If I understand you correctly, then I think we agree.
Like the cogito ergo sum argument, ascribing axioms to the nature they describe conflates the subjective with the objective. For example, if I write a computer program that runs a simulation which calls for an abstract object or property - for example: one electron, or one topology, or one polygon of a given dimension within the defined scale of the program - every time it renders a thing or moves a thing, and that abstraction exists as a single entry in a single instance of a library in memory, then it’s more accurate to say that part of that thing is the same part as all other instances of the same part in all other things. Now, I’m not saying this is necessarily true. It could quite well not be. But the mere fact that it can’t be disproved casts doubt on the uniqueness of things. It could well be that the very axioms of mathematics which we’ve happened as a species to analyze the universe with are in no way special to the universe, and that there are other axiomatic systems which yield equally valid descriptions.
The question I would then have is whether there is a more fundamental logic that can show different mathematical systems to be logically related. If not, we’d have to face the possibility that different axiomatic mathematical systems describing what we think of as the same natural universe might be fundamentally incompatible, which then casts doubt on our concept of a unified reality. This is in fact what I was getting at months ago in the Simulation Argument thread, that our very understanding of what a simulation is and isn’t might be hopelessly naive…that, on one hand the things we call simulations which we make simple versions of in computers and on paper, and on the other hand the thing we call base reality or physical reality or even just not an artifact, might only be two simple categories in a much larger phase space of heretofore imagined alternatives.
We might eventually have to face the possibility that being finite and limited to subjective knowledge, we can never truly know the whole elephant. But in realizing that the part we’re grasping isn’t the whole elephant, we might at least expand our tool-set(s) for understanding more of the elephant.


=== TASK TO CARRY OUT ===
Going line by line through the entries below, note each one with "entry", then report how many there are and nothing else.

=== DATA IN THIS EXERCISE ===
▶

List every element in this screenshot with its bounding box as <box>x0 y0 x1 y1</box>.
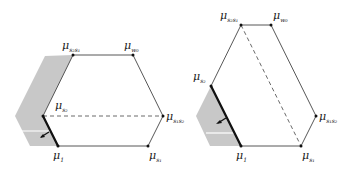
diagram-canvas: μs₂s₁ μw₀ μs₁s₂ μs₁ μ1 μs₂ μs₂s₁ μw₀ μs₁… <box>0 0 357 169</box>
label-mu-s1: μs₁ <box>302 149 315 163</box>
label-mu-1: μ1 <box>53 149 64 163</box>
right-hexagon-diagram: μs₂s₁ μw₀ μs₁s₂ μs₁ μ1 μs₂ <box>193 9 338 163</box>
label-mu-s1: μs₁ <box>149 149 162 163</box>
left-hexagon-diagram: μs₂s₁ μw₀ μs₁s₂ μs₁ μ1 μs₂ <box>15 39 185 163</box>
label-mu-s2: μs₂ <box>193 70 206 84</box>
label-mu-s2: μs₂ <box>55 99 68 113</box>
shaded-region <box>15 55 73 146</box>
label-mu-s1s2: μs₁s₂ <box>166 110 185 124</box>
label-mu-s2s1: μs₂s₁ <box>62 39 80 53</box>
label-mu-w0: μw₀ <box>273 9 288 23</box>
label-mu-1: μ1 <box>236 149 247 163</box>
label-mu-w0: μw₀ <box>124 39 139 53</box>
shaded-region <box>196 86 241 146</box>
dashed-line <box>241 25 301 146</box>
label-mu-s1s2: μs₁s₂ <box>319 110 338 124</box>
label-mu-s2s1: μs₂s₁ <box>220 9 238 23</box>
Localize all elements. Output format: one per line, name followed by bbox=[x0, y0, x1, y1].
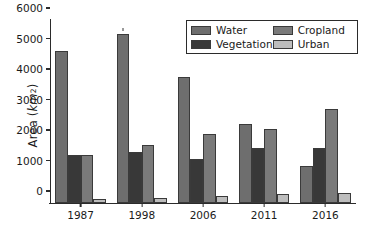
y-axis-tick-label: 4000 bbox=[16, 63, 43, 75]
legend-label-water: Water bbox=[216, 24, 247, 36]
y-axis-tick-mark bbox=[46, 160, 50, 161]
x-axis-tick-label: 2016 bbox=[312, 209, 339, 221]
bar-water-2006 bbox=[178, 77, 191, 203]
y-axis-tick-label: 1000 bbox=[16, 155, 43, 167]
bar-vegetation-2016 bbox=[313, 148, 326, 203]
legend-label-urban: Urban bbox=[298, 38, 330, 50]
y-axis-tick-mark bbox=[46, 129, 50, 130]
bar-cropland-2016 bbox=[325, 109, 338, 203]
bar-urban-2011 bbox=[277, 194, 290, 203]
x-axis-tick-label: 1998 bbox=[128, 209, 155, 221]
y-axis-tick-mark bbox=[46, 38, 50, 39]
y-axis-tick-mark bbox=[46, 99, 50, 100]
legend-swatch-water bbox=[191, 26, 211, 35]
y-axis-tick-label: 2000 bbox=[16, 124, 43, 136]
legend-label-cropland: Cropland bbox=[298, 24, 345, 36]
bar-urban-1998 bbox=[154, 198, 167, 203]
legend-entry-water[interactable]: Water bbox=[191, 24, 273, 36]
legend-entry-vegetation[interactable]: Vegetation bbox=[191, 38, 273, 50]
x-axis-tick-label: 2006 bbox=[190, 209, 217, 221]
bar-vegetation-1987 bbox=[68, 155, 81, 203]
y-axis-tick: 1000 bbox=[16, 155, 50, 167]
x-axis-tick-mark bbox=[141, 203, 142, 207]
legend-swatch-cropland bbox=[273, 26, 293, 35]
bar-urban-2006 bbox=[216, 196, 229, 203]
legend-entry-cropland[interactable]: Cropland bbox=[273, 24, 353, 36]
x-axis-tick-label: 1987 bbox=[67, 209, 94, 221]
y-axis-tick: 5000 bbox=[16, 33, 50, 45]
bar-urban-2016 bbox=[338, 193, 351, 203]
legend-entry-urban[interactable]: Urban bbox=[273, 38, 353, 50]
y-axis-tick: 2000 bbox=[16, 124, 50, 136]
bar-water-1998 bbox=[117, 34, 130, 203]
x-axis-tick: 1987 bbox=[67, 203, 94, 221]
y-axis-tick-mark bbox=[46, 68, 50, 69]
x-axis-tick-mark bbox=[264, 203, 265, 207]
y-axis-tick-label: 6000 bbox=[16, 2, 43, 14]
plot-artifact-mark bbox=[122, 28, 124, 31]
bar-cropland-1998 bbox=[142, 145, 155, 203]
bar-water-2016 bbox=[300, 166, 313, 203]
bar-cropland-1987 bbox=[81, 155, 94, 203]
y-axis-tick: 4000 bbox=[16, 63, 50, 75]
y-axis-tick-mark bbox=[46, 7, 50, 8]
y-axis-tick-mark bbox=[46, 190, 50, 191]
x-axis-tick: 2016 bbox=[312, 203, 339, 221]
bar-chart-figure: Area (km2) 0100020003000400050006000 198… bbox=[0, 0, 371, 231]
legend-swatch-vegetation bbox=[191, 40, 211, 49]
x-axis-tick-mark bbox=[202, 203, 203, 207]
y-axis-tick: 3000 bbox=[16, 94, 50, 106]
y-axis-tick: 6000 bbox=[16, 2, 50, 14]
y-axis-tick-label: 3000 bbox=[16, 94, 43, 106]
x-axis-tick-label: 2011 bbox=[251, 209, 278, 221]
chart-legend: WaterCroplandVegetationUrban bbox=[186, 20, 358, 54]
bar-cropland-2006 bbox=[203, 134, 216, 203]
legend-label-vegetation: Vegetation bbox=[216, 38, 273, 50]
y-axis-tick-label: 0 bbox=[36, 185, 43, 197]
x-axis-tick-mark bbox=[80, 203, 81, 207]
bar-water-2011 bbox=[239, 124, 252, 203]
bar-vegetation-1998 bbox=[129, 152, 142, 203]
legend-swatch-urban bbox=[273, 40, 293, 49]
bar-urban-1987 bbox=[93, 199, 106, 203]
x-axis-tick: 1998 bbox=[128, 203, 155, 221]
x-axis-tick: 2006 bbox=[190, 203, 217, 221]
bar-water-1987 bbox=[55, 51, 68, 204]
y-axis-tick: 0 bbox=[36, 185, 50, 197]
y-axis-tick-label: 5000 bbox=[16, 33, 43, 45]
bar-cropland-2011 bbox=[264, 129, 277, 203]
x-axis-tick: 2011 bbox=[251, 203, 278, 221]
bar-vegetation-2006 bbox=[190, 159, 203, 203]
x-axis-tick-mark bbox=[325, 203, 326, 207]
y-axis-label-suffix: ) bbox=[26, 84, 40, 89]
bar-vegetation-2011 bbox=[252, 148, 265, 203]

◀

=== PROBLEM SOLUTION ===
4